Opinion

Bad management is what is hurting the newspaper industry. Journalism can save it

The Brisbane-based journalist Jason Whittaker has written another excellent piece on the future of journalism over on his blog Importance Of Ideas.  

In it, he argues that if Google wants decent news content to aggregate, then it needs to be a part of the solution to newspapers’ current malaise. In the comments thread, the conversation turns to considering when problems began for newspapers. It’s a subject that feels particularly poignant for me as I discovered this morning that in the UK, Press Gazette – the weekly newspaper, and more recently monthly magazine, for journalists – is to close.

But it made me realise that this all began long before online took hold.

I became a hack nearly 20 years ago. At the time, I got the distinct impression from my seniors that things had been much better ten years before. Now I realise there never really was a golden age of journalism.

But the moment where I really began to realise there was a problem for papers was about 14 years ago. The company I was working for at the time in the UK – TrinityMirror – had the bright idea that it should make the editors of its various local titles redundant, and have the (much cheaper) deputy editors report in to a single group editor. So my brilliant, experienced, passionate, local, editor got the bullet. I voluntarily made my own move to B2B about a month later.

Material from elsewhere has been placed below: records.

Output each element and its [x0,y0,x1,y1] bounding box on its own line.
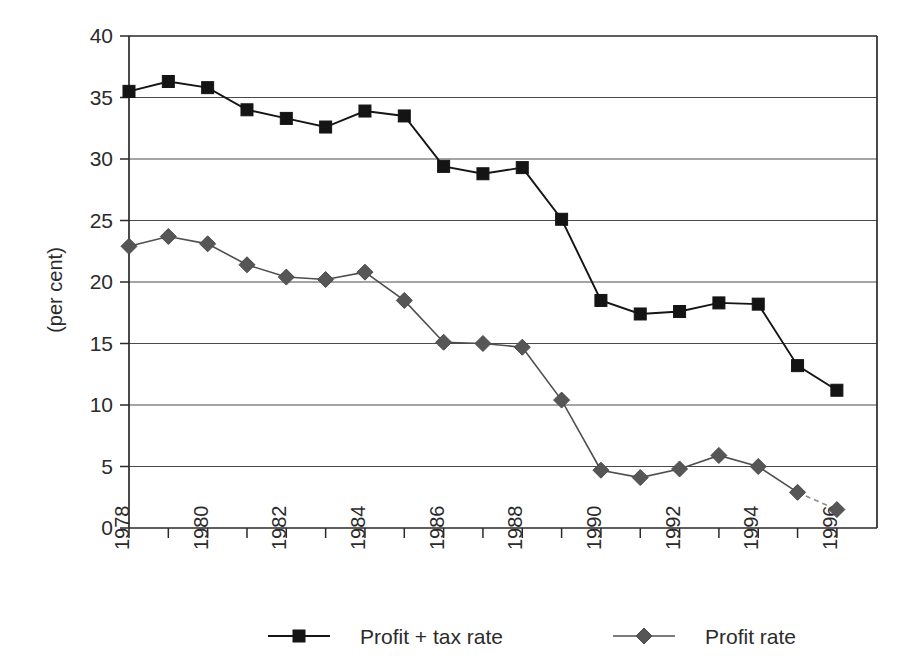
data-point [359,105,371,117]
series-line [129,236,798,492]
y-axis-tick-label: 35 [90,86,113,109]
x-axis-tick-label: 1988 [504,506,526,551]
y-axis-tick-label: 20 [90,270,113,293]
data-point [674,306,686,318]
y-axis-title: (per cent) [44,247,66,333]
x-axis-tick-label: 1982 [268,506,290,551]
data-point [790,484,806,500]
data-point [239,257,255,273]
x-axis-tick-label: 1986 [426,506,448,551]
line-chart: 0510152025303540 19781980198219841986198… [0,0,922,666]
data-point [162,76,174,88]
y-axis-tick-label: 15 [90,332,113,355]
data-point [123,85,135,97]
data-point [202,82,214,94]
y-axis-tick-label: 25 [90,209,113,232]
x-axis-tick-label: 1990 [583,506,605,551]
x-axis-tick-label: 1994 [740,506,762,551]
data-point [711,447,727,463]
data-point [792,360,804,372]
data-point [160,228,176,244]
y-axis-tick-label: 30 [90,147,113,170]
chart-container: 0510152025303540 19781980198219841986198… [0,0,922,666]
data-point [278,269,294,285]
data-point [593,462,609,478]
data-point [438,160,450,172]
data-point [595,294,607,306]
data-point [121,238,137,254]
data-point [320,121,332,133]
y-axis-tick-labels: 0510152025303540 [90,24,113,539]
data-point [554,392,570,408]
data-series [121,76,845,518]
data-point [475,336,491,352]
chart-legend: Profit + tax rateProfit rate [268,625,796,648]
y-axis-ticks [120,36,129,528]
data-point [750,459,766,475]
y-axis-tick-label: 40 [90,24,113,47]
series-2 [121,228,845,517]
data-point [477,168,489,180]
data-point [241,104,253,116]
x-axis-tick-label: 1992 [662,506,684,551]
legend-marker-icon [636,628,652,644]
data-point [556,213,568,225]
data-point [634,308,646,320]
data-point [318,272,334,288]
data-point [632,470,648,486]
data-point [672,461,688,477]
legend-item-2[interactable]: Profit rate [613,625,796,648]
x-axis-ticks [129,528,837,538]
data-point [752,298,764,310]
y-axis-title-label: (per cent) [44,247,66,333]
data-point [200,236,216,252]
data-point [516,162,528,174]
data-point [357,264,373,280]
y-axis-tick-label: 5 [101,455,113,478]
x-axis-tick-label: 1978 [111,506,133,551]
x-axis-tick-label: 1980 [190,506,212,551]
data-point [398,110,410,122]
y-axis-tick-label: 10 [90,393,113,416]
legend-label: Profit + tax rate [360,625,503,648]
data-point [831,384,843,396]
gridlines [129,98,877,467]
data-point [280,112,292,124]
x-axis-tick-label: 1984 [347,506,369,551]
legend-marker-icon [293,630,305,642]
legend-item-1[interactable]: Profit + tax rate [268,625,503,648]
legend-label: Profit rate [705,625,796,648]
data-point [514,339,530,355]
data-point [713,297,725,309]
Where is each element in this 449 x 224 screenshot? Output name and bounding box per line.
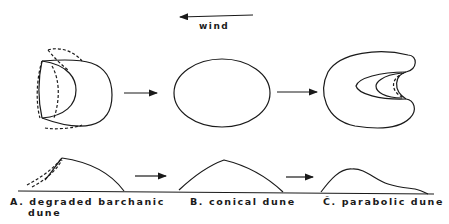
stage-c-label: C̆. parabolic dune: [323, 196, 444, 207]
ground-line: [18, 191, 434, 194]
wind-label: wind: [199, 21, 229, 31]
profile-a-degraded-barchan: [27, 158, 124, 191]
plan-view-b-conical: [174, 59, 270, 127]
stage-b-label: B. conical dune: [190, 196, 296, 207]
dune-evolution-diagram: [0, 0, 449, 224]
plan-view-a-degraded-barchan: [37, 49, 112, 129]
stage-a-label: A. degraded barchanic: [10, 196, 165, 207]
plan-view-c-parabolic: [324, 52, 416, 128]
stage-a-label-line2: dune: [28, 207, 61, 218]
profile-b-conical: [179, 160, 283, 192]
profile-c-parabolic: [321, 169, 428, 194]
wind-arrow: [180, 15, 253, 17]
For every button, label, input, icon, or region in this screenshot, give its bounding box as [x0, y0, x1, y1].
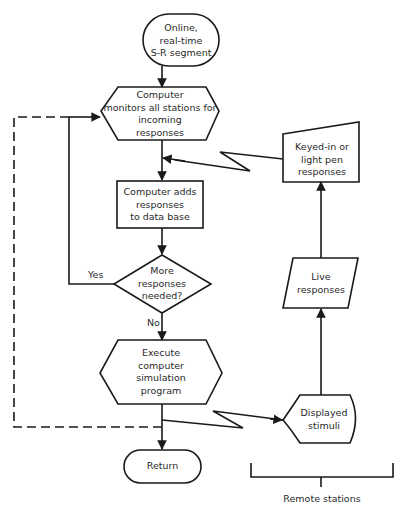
monitor-node: Computer monitors all stations for incom… [101, 89, 219, 139]
keyed-in-node: Keyed-in or light pen responses [284, 141, 360, 179]
execute-node: Execute computer simulation program [100, 347, 222, 397]
return-terminator: Return [124, 460, 201, 473]
transmission-link-to-display [162, 411, 283, 428]
decision-node: More responses needed? [122, 265, 202, 303]
transmission-link-to-monitor [175, 152, 283, 171]
add-db-node: Computer adds responses to data base [117, 186, 203, 224]
remote-stations-label: Remote stations [282, 493, 362, 506]
flowchart-canvas [0, 0, 402, 512]
displayed-stimuli-node: Displayed stimuli [291, 407, 357, 432]
yes-label: Yes [88, 269, 103, 282]
yes-loop-line [69, 117, 114, 284]
remote-stations-bracket [251, 463, 393, 477]
live-responses-node: Live responses [288, 271, 354, 296]
no-label: No [147, 317, 160, 330]
start-terminator: Online, real-time S-R segment [143, 22, 219, 60]
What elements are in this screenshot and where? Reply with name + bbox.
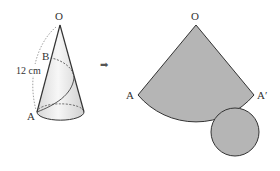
net-point-a-label: A <box>126 89 134 101</box>
cone-point-a-label: A <box>27 110 35 122</box>
cone-net-diagram: O B A 12 cm ➡ O A A′ <box>0 0 280 171</box>
net-apex-label: O <box>191 10 199 22</box>
cone-net: O A A′ <box>126 10 267 156</box>
base-circle <box>211 108 259 156</box>
arrow-right-icon: ➡ <box>100 59 109 70</box>
cone-apex-label: O <box>55 10 63 22</box>
net-point-a-prime-label: A′ <box>257 89 267 101</box>
lateral-sector <box>138 25 254 122</box>
cone-point-b-label: B <box>42 50 49 62</box>
slant-length-label: 12 cm <box>16 65 41 76</box>
cone-figure: O B A 12 cm <box>14 10 84 122</box>
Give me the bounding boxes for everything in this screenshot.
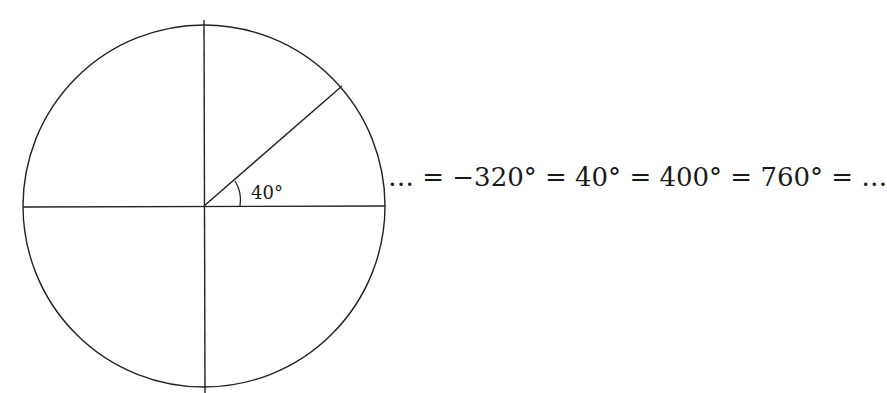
angle-arc: [235, 181, 240, 206]
angle-label: 40°: [251, 182, 283, 203]
coterminal-equation: … = −320° = 40° = 400° = 760° = …: [388, 162, 887, 192]
vertical-axis: [204, 20, 205, 393]
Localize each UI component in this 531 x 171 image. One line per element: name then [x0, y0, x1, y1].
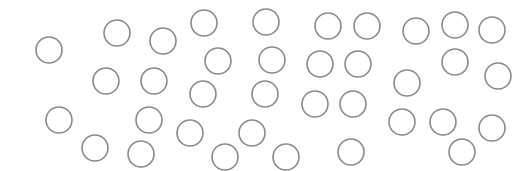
circle-outline [212, 144, 238, 170]
circle-layer [0, 0, 531, 171]
circle-outline [442, 12, 468, 38]
circle-outline [190, 81, 216, 107]
circle-outline [252, 81, 278, 107]
circle-outline [403, 18, 429, 44]
circle-outline [307, 51, 333, 77]
circle-outline [104, 20, 130, 46]
circle-outline [430, 109, 456, 135]
circle-outline [136, 107, 162, 133]
circle-outline [394, 70, 420, 96]
circle-outline [315, 13, 341, 39]
circle-outline [340, 91, 366, 117]
circle-outline [345, 51, 371, 77]
circle-outline [485, 63, 511, 89]
circle-outline [354, 13, 380, 39]
circle-outline [302, 91, 328, 117]
circle-outline [273, 144, 299, 170]
circle-outline [191, 10, 217, 36]
circle-outline [479, 17, 505, 43]
circle-outline [82, 135, 108, 161]
circle-outline [150, 28, 176, 54]
circle-outline [259, 47, 285, 73]
circle-field [0, 0, 531, 171]
circle-outline [479, 115, 505, 141]
circle-outline [128, 141, 154, 167]
circle-outline [338, 139, 364, 165]
circle-outline [253, 9, 279, 35]
circle-outline [205, 48, 231, 74]
circle-outline [141, 68, 167, 94]
circle-outline [442, 49, 468, 75]
circle-outline [177, 120, 203, 146]
circle-outline [93, 68, 119, 94]
circle-outline [389, 109, 415, 135]
circle-outline [36, 37, 62, 63]
circle-outline [239, 120, 265, 146]
circle-outline [449, 139, 475, 165]
circle-outline [46, 107, 72, 133]
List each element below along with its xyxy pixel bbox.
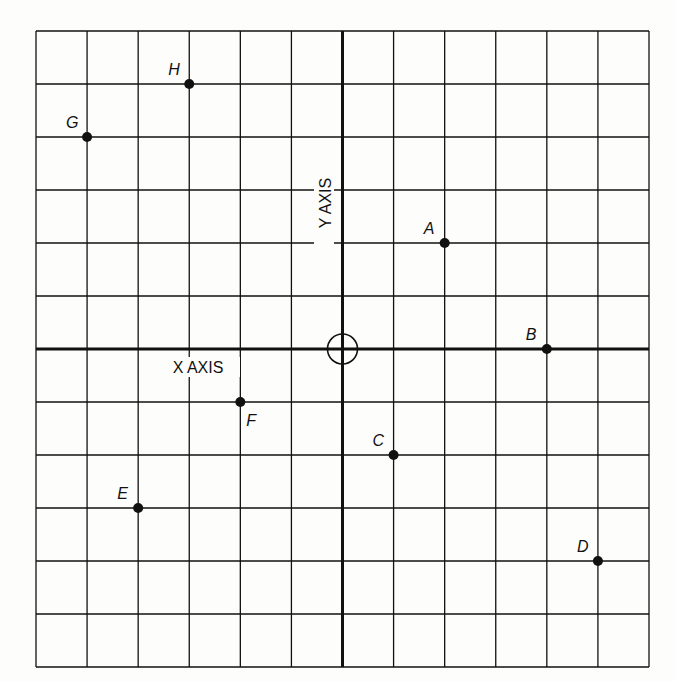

At the same time the company centralised subbing of the papers in the area – so copy was often  laid out  by someone who had never even been to the town in question – and instituted a hiring freeze. All this while profits were booming.

It made the management at the time look good – while circulation fell, say, 5% as readers drifted away because the paper now  had no character, the savings outstripped that, so the bottom line was great. After a year or two, the management moved on to better things, of course. The next lot came in and trimmed another chunk off the costs, and of course, there was another slight readership decline. But the bottom line was good, so all was well.

Before you knew it, the place was staffed by inexpensive juniors who had no time to do anything but publish press releases between the ads. And even the advertisers started to notice that the readers were deserting.

So they took it free, which at least apparently gave the advertisers a bigger audience. But of course, without subs revenue, even more costs had to be cut, so they merged the editions of a couple of neighbouring towns.

And so it went on, with each subsequent round of managers taking out some cost and adding some efficiencies to maximise the return from what is effectively a series of local monopolies.

Long gone from the DNA were the owners and managers and journalists who had built up the audience and the business in the first place. Until, suddenly, they weren’t monopolies any more. People could get their news – such that it was – elsewhere and do their advertising online. It wasn’t that the newspaper-finds-out-interesting-things, reader-buys-it, advertiser-advertises model was broken, it’s just that managements started trying to do the first bit on the cheap.

And this takes me to why I think that the newspaper model will survive. It needs owners who remember the reason why they were successful in the first place. And that’s the journalism. Invest in good, original content, and there will once again be a market for it. The problem is that there is a whole generation of newspaper management which has forgotten it. It’s not been a part of their business model.

Newspaper owners that succeed will need to get back to a model of 15, 20, 30 years ago, where the content is what matters. That means a model that involves a modest profit, not gouging.  

But there will still be a place in the market for it.

Funnily enough, something has just made me smile. I’d not thought about him in more than five years, but I wondered what happened to the manager who made my editor redundant all that time ago, and began the decline of the feisty paper I worked for at the time. So I’ve just Googled him.

The first story was from Press Gazette. Earlier this year, to save costs  Trinity Mirror merged three of its newspaper divisions, making two managers redundant, including him. It’s funny how things work out.